Why Feature Lists Don't Equal Field Results
A long feature list does not mean a platform will work for your operation. What matters is whether those features solve the specific problems your team faces every day.
The Feature List Trap
Software vendors compete on feature count. "200+ features" sounds impressive in a demo. Comparison charts with green checkmarks make it look like the platform can do everything.
But features on a list and features that work in your operation are two different things. The question is never "does it have this feature?" The question is "does this feature work the way my team needs it to?"
A Field Example
A commercial HVAC contractor evaluated three platforms. All three had "change order management" listed as a feature. On paper, they looked identical.
In practice, one required manual PDF generation and email. Another automated the creation but had no approval workflow. The third had approvals but could not handle the contractor's multi level sign off process that involved the PM, the super, and the client's rep.
All three had the feature. None of them actually solved the problem.
The Cost of Feature Blindness
False confidence. Checking a box on a comparison chart creates the illusion that a problem is solved. The team does not realize the feature is inadequate until they are months into implementation.
Wasted evaluation time. Hours spent comparing feature lists could be spent defining your actual operational requirements. The comparison approach leads you to the platform with the most features instead of the one with the right features.
Implementation surprises. The gap between "has the feature" and "the feature works for us" only becomes visible after you have committed. Contracts are signed, data is migrated, and then you discover the feature is a checkbox, not a solution.
The Correct Approach
Replace feature list comparison with workflow based evaluation.
1. Map your top five workflows in detail, including every step, decision point, and handoff
2. For each workflow, define exactly what software needs to do at each step
3. Test each platform against those specific requirements with real scenarios
4. Evaluate based on how well the platform handles your actual process, not how many features it lists
Quick Checklist
- Have you tested the specific features you need with your actual data and scenarios?
- Can the platform handle the exceptions and edge cases that define your real workflow?
- Does the vendor demo show your use case or just their standard presentation?
- Have you talked to a reference customer in your same trade and size range?
- Can you trial the platform for 30 days with a real project before committing?
The Bottom Line
Features are not capabilities. A feature list tells you what the software claims to do. A workflow test tells you what it actually does for your operation. Stop comparing lists and start testing fit.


▸ **Instructions to follow**
Each record should reappear exactly in your answer, minus any picture.

▸ **Information provided**
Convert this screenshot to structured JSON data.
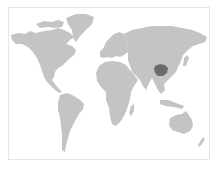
{
  "map": {
    "type": "world-locator-map",
    "projection": "equirectangular",
    "colors": {
      "background": "#ffffff",
      "frame": "#e6e6e6",
      "land": "#c4c4c4",
      "highlight": "#6b6b6b"
    },
    "highlighted_region": {
      "location": "central China"
    },
    "continents": [
      "North America",
      "Greenland",
      "South America",
      "Europe",
      "Africa",
      "Asia",
      "Australia",
      "New Zealand"
    ]
  }
}
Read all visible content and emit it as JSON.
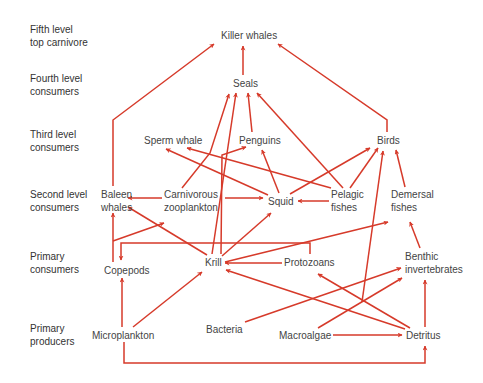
{
  "colors": {
    "arrow": "#d63a2a",
    "text": "#444444",
    "level_text": "#333333"
  },
  "levels": [
    {
      "id": "fifth",
      "line1": "Fifth level",
      "line2": "top carnivore"
    },
    {
      "id": "fourth",
      "line1": "Fourth level",
      "line2": "consumers"
    },
    {
      "id": "third",
      "line1": "Third level",
      "line2": "consumers"
    },
    {
      "id": "second",
      "line1": "Second level",
      "line2": "consumers"
    },
    {
      "id": "primary-consumers",
      "line1": "Primary",
      "line2": "consumers"
    },
    {
      "id": "primary-producers",
      "line1": "Primary",
      "line2": "producers"
    }
  ],
  "nodes": {
    "killer_whales": {
      "label": "Killer whales",
      "level": "fifth"
    },
    "seals": {
      "label": "Seals",
      "level": "fourth"
    },
    "sperm_whale": {
      "label": "Sperm whale",
      "level": "third"
    },
    "penguins": {
      "label": "Penguins",
      "level": "third"
    },
    "birds": {
      "label": "Birds",
      "level": "third"
    },
    "baleen_whales": {
      "line1": "Baleen",
      "line2": "whales",
      "level": "second"
    },
    "carnivorous_zooplankton": {
      "line1": "Carnivorous",
      "line2": "zooplankton",
      "level": "second"
    },
    "squid": {
      "label": "Squid",
      "level": "second"
    },
    "pelagic_fishes": {
      "line1": "Pelagic",
      "line2": "fishes",
      "level": "second"
    },
    "demersal_fishes": {
      "line1": "Demersal",
      "line2": "fishes",
      "level": "second"
    },
    "copepods": {
      "label": "Copepods",
      "level": "primary-consumers"
    },
    "krill": {
      "label": "Krill",
      "level": "primary-consumers"
    },
    "protozoans": {
      "label": "Protozoans",
      "level": "primary-consumers"
    },
    "benthic_invertebrates": {
      "line1": "Benthic",
      "line2": "invertebrates",
      "level": "primary-consumers"
    },
    "microplankton": {
      "label": "Microplankton",
      "level": "primary-producers"
    },
    "bacteria": {
      "label": "Bacteria",
      "level": "primary-producers"
    },
    "macroalgae": {
      "label": "Macroalgae",
      "level": "primary-producers"
    },
    "detritus": {
      "label": "Detritus",
      "level": "primary-producers"
    }
  },
  "edges": [
    {
      "from": "seals",
      "to": "killer_whales"
    },
    {
      "from": "baleen_whales",
      "to": "killer_whales"
    },
    {
      "from": "birds",
      "to": "killer_whales"
    },
    {
      "from": "krill",
      "to": "seals"
    },
    {
      "from": "carnivorous_zooplankton",
      "to": "seals"
    },
    {
      "from": "penguins",
      "to": "seals"
    },
    {
      "from": "pelagic_fishes",
      "to": "seals"
    },
    {
      "from": "squid",
      "to": "sperm_whale"
    },
    {
      "from": "pelagic_fishes",
      "to": "sperm_whale"
    },
    {
      "from": "krill",
      "to": "penguins"
    },
    {
      "from": "squid",
      "to": "penguins"
    },
    {
      "from": "squid",
      "to": "birds"
    },
    {
      "from": "pelagic_fishes",
      "to": "birds"
    },
    {
      "from": "demersal_fishes",
      "to": "birds"
    },
    {
      "from": "benthic_invertebrates",
      "to": "birds"
    },
    {
      "from": "carnivorous_zooplankton",
      "to": "baleen_whales"
    },
    {
      "from": "krill",
      "to": "baleen_whales"
    },
    {
      "from": "copepods",
      "to": "baleen_whales"
    },
    {
      "from": "copepods",
      "to": "carnivorous_zooplankton"
    },
    {
      "from": "carnivorous_zooplankton",
      "to": "squid"
    },
    {
      "from": "pelagic_fishes",
      "to": "squid"
    },
    {
      "from": "krill",
      "to": "squid"
    },
    {
      "from": "krill",
      "to": "demersal_fishes"
    },
    {
      "from": "benthic_invertebrates",
      "to": "demersal_fishes"
    },
    {
      "from": "protozoans",
      "to": "copepods"
    },
    {
      "from": "microplankton",
      "to": "copepods"
    },
    {
      "from": "protozoans",
      "to": "krill"
    },
    {
      "from": "microplankton",
      "to": "krill"
    },
    {
      "from": "detritus",
      "to": "krill"
    },
    {
      "from": "detritus",
      "to": "protozoans"
    },
    {
      "from": "bacteria",
      "to": "benthic_invertebrates"
    },
    {
      "from": "macroalgae",
      "to": "benthic_invertebrates"
    },
    {
      "from": "detritus",
      "to": "benthic_invertebrates"
    },
    {
      "from": "macroalgae",
      "to": "detritus"
    },
    {
      "from": "microplankton",
      "to": "detritus"
    }
  ]
}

▸ **Solution**
Convert this screenshot to structured JSON data.
{
  "map": {
    "type": "world-locator-map",
    "projection": "equirectangular",
    "colors": {
      "background": "#ffffff",
      "frame": "#e6e6e6",
      "land": "#c4c4c4",
      "highlight": "#6b6b6b"
    },
    "highlighted_region": {
      "location": "central China"
    },
    "continents": [
      "North America",
      "Greenland",
      "South America",
      "Europe",
      "Africa",
      "Asia",
      "Australia",
      "New Zealand"
    ]
  }
}
Read all visible content and emit it as JSON.
{
  "colors": {
    "arrow": "#d63a2a",
    "text": "#444444",
    "level_text": "#333333"
  },
  "levels": [
    {
      "id": "fifth",
      "line1": "Fifth level",
      "line2": "top carnivore"
    },
    {
      "id": "fourth",
      "line1": "Fourth level",
      "line2": "consumers"
    },
    {
      "id": "third",
      "line1": "Third level",
      "line2": "consumers"
    },
    {
      "id": "second",
      "line1": "Second level",
      "line2": "consumers"
    },
    {
      "id": "primary-consumers",
      "line1": "Primary",
      "line2": "consumers"
    },
    {
      "id": "primary-producers",
      "line1": "Primary",
      "line2": "producers"
    }
  ],
  "nodes": {
    "killer_whales": {
      "label": "Killer whales",
      "level": "fifth"
    },
    "seals": {
      "label": "Seals",
      "level": "fourth"
    },
    "sperm_whale": {
      "label": "Sperm whale",
      "level": "third"
    },
    "penguins": {
      "label": "Penguins",
      "level": "third"
    },
    "birds": {
      "label": "Birds",
      "level": "third"
    },
    "baleen_whales": {
      "line1": "Baleen",
      "line2": "whales",
      "level": "second"
    },
    "carnivorous_zooplankton": {
      "line1": "Carnivorous",
      "line2": "zooplankton",
      "level": "second"
    },
    "squid": {
      "label": "Squid",
      "level": "second"
    },
    "pelagic_fishes": {
      "line1": "Pelagic",
      "line2": "fishes",
      "level": "second"
    },
    "demersal_fishes": {
      "line1": "Demersal",
      "line2": "fishes",
      "level": "second"
    },
    "copepods": {
      "label": "Copepods",
      "level": "primary-consumers"
    },
    "krill": {
      "label": "Krill",
      "level": "primary-consumers"
    },
    "protozoans": {
      "label": "Protozoans",
      "level": "primary-consumers"
    },
    "benthic_invertebrates": {
      "line1": "Benthic",
      "line2": "invertebrates",
      "level": "primary-consumers"
    },
    "microplankton": {
      "label": "Microplankton",
      "level": "primary-producers"
    },
    "bacteria": {
      "label": "Bacteria",
      "level": "primary-producers"
    },
    "macroalgae": {
      "label": "Macroalgae",
      "level": "primary-producers"
    },
    "detritus": {
      "label": "Detritus",
      "level": "primary-producers"
    }
  },
  "edges": [
    {
      "from": "seals",
      "to": "killer_whales"
    },
    {
      "from": "baleen_whales",
      "to": "killer_whales"
    },
    {
      "from": "birds",
      "to": "killer_whales"
    },
    {
      "from": "krill",
      "to": "seals"
    },
    {
      "from": "carnivorous_zooplankton",
      "to": "seals"
    },
    {
      "from": "penguins",
      "to": "seals"
    },
    {
      "from": "pelagic_fishes",
      "to": "seals"
    },
    {
      "from": "squid",
      "to": "sperm_whale"
    },
    {
      "from": "pelagic_fishes",
      "to": "sperm_whale"
    },
    {
      "from": "krill",
      "to": "penguins"
    },
    {
      "from": "squid",
      "to": "penguins"
    },
    {
      "from": "squid",
      "to": "birds"
    },
    {
      "from": "pelagic_fishes",
      "to": "birds"
    },
    {
      "from": "demersal_fishes",
      "to": "birds"
    },
    {
      "from": "benthic_invertebrates",
      "to": "birds"
    },
    {
      "from": "carnivorous_zooplankton",
      "to": "baleen_whales"
    },
    {
      "from": "krill",
      "to": "baleen_whales"
    },
    {
      "from": "copepods",
      "to": "baleen_whales"
    },
    {
      "from": "copepods",
      "to": "carnivorous_zooplankton"
    },
    {
      "from": "carnivorous_zooplankton",
      "to": "squid"
    },
    {
      "from": "pelagic_fishes",
      "to": "squid"
    },
    {
      "from": "krill",
      "to": "squid"
    },
    {
      "from": "krill",
      "to": "demersal_fishes"
    },
    {
      "from": "benthic_invertebrates",
      "to": "demersal_fishes"
    },
    {
      "from": "protozoans",
      "to": "copepods"
    },
    {
      "from": "microplankton",
      "to": "copepods"
    },
    {
      "from": "protozoans",
      "to": "krill"
    },
    {
      "from": "microplankton",
      "to": "krill"
    },
    {
      "from": "detritus",
      "to": "krill"
    },
    {
      "from": "detritus",
      "to": "protozoans"
    },
    {
      "from": "bacteria",
      "to": "benthic_invertebrates"
    },
    {
      "from": "macroalgae",
      "to": "benthic_invertebrates"
    },
    {
      "from": "detritus",
      "to": "benthic_invertebrates"
    },
    {
      "from": "macroalgae",
      "to": "detritus"
    },
    {
      "from": "microplankton",
      "to": "detritus"
    }
  ]
}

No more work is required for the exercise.